Hi, we use WAMR and I call wasm_runtime_set_exception
to stop the vm but I call it from a thread different to the vm thread. With thread sanitiser I detected bunch of data races between wasm_func_call
and wasm_runtime_set_exception
Found this example but it seems it's also calling roughly the same non thread safe function https://github.com/bytecodealliance/wasm-micro-runtime/blob/main/samples/terminate/src/main.c#L177
p.s. I asked the same thing in github discussions https://github.com/bytecodealliance/wasm-micro-runtime/discussions/3800#discussion-7202551
My current idea is:
wasm_runtime_set_exception
But maybe there's already an api that I missed or somebody dealt with the problem in another way?
This topic was moved here from #general > threadsafe api to terminate WAMR VM from another thread? by fitzgen (he/him).
here's the API that works for WASM https://github.com/bytecodealliance/wasm-micro-runtime/compare/main...g0djan:wasm-micro-runtime:godjan/terminate_from_another_thread?expand=1
but when I try setting exception from a different thread to the VM running AOT it seems like AOT code continues to execute inside of this line after the exception is set. Inside it clears the stack with repetitive aot_free_frame
calls before invoke_native
is finished
As a result created call stack appears to be empty
@Wenyong Huang do you know why invoke_native
continues to execute when set_exception is called from another thread?
I made a workaround by inserting these lines inside of aot_free_frame
if (aot_copy_exception(module_inst, NULL)) {
aot_create_call_stack(exec_env);
aot_dump_call_stack(exec_env, true, NULL, 0);
}
but I believe the root problem is that there's an attempt to clear stack after exception is set and I don't get why it is like that
@Georgii Rylov thanks for the testing, I think the invoke_native
you mentioned is to execute the AOT function, and since the AOT code only checks whether the exception was thrown and whether current thread's terminated flag is set in several places (see the callings to check_exception_thrown in aot_emit_function.c and the callings to check_suspend_flags in core/iwasm/compilation), normally it will continue to execute until these places are met (for check_suspend_flags, we should also set the terminate flag in other thread).

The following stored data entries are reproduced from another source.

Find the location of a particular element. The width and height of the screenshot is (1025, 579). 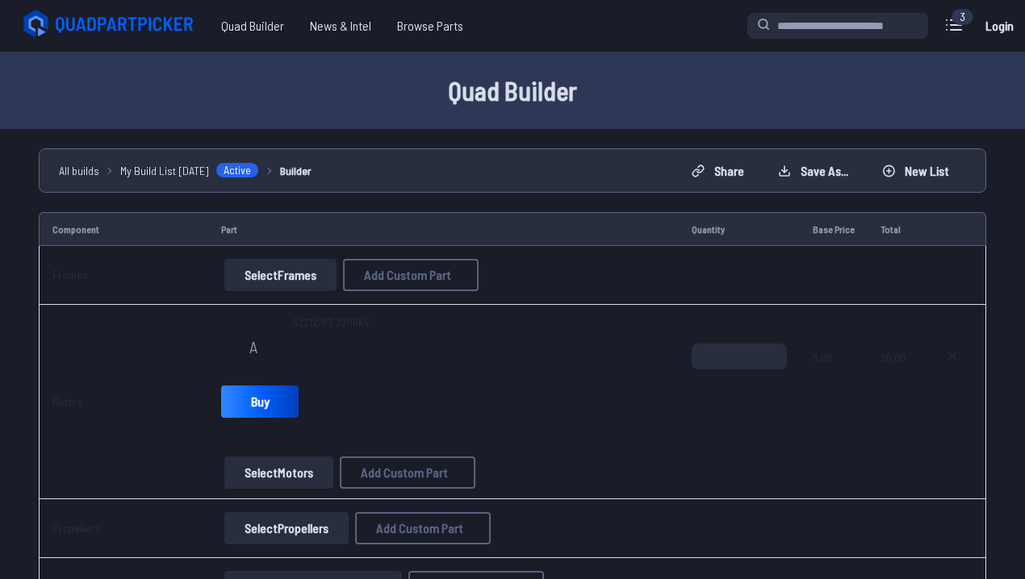

button: SelectFrames is located at coordinates (280, 275).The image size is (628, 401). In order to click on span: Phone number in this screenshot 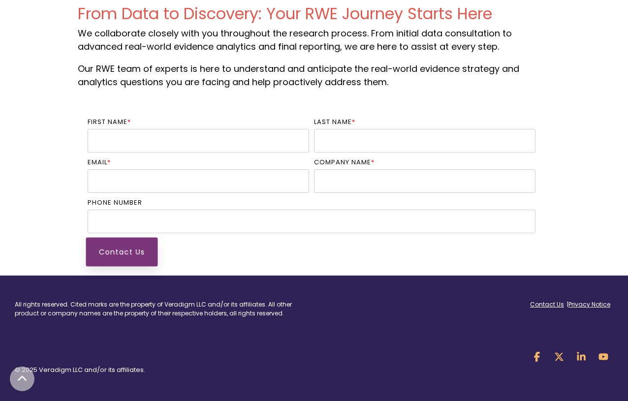, I will do `click(115, 202)`.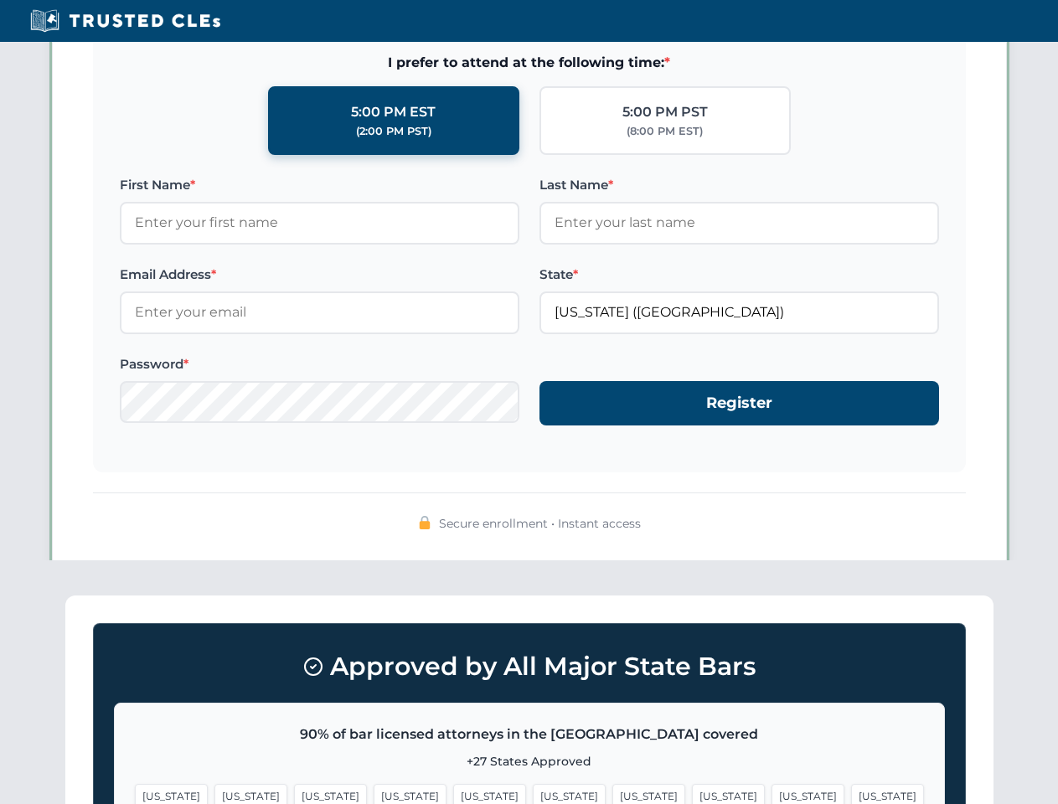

How to safely terminate, suspend and resume wasm threads is really difficult to implement, normally the idea is to stop the world first - let all the threads (except the thread asking to stop) suspend and wait until other thread notify it to run. I ever opened an issue for the feature:
https://github.com/bytecodealliance/wasm-micro-runtime/issues/2319,
and had done some work in branch dev/thread_suspension:
https://github.com/bytecodealliance/wasm-micro-runtime/tree/dev/thread_suspension
But due to time bandwidth, I didn't test a lot, there may be some issues. If you are interested, maybe you can have a try, e.g. by calling the API wasm_runtime_terminate_all in thread_manager.h, and adding --enable-multi-thread
flag for wamrc when generating AOT file.
Please refer to https://github.com/bytecodealliance/wasm-micro-runtime/compare/dev/thread_suspension for the code changes.
Hey thank you for sharing , we got back to that but with a different approach that better suits our needs
Our problem: we want to report stacktraces when WASM app has stuck for some reason to be able to debug it
Our new proposal(I have a POC): send SIGUSR2 to the WASM VM thread and record "simplified" stacktraces in signal handler
The main complication there is achieving "async signal safety".
For that I figured:
So in my POC I keep atomic pointer to the stack memory and atomic pointer to the head frame. That helps me to ensure that the interruption doesn't leave the stack in an invalid state as nothing besides change of this 2 pointers could be interrupted.
In signal handler I just check that the memory is still allocated and iterate over frames starting from the atomic pointer to the head frame and recording function indexes. Then I write it to the file as its async signal safe operation.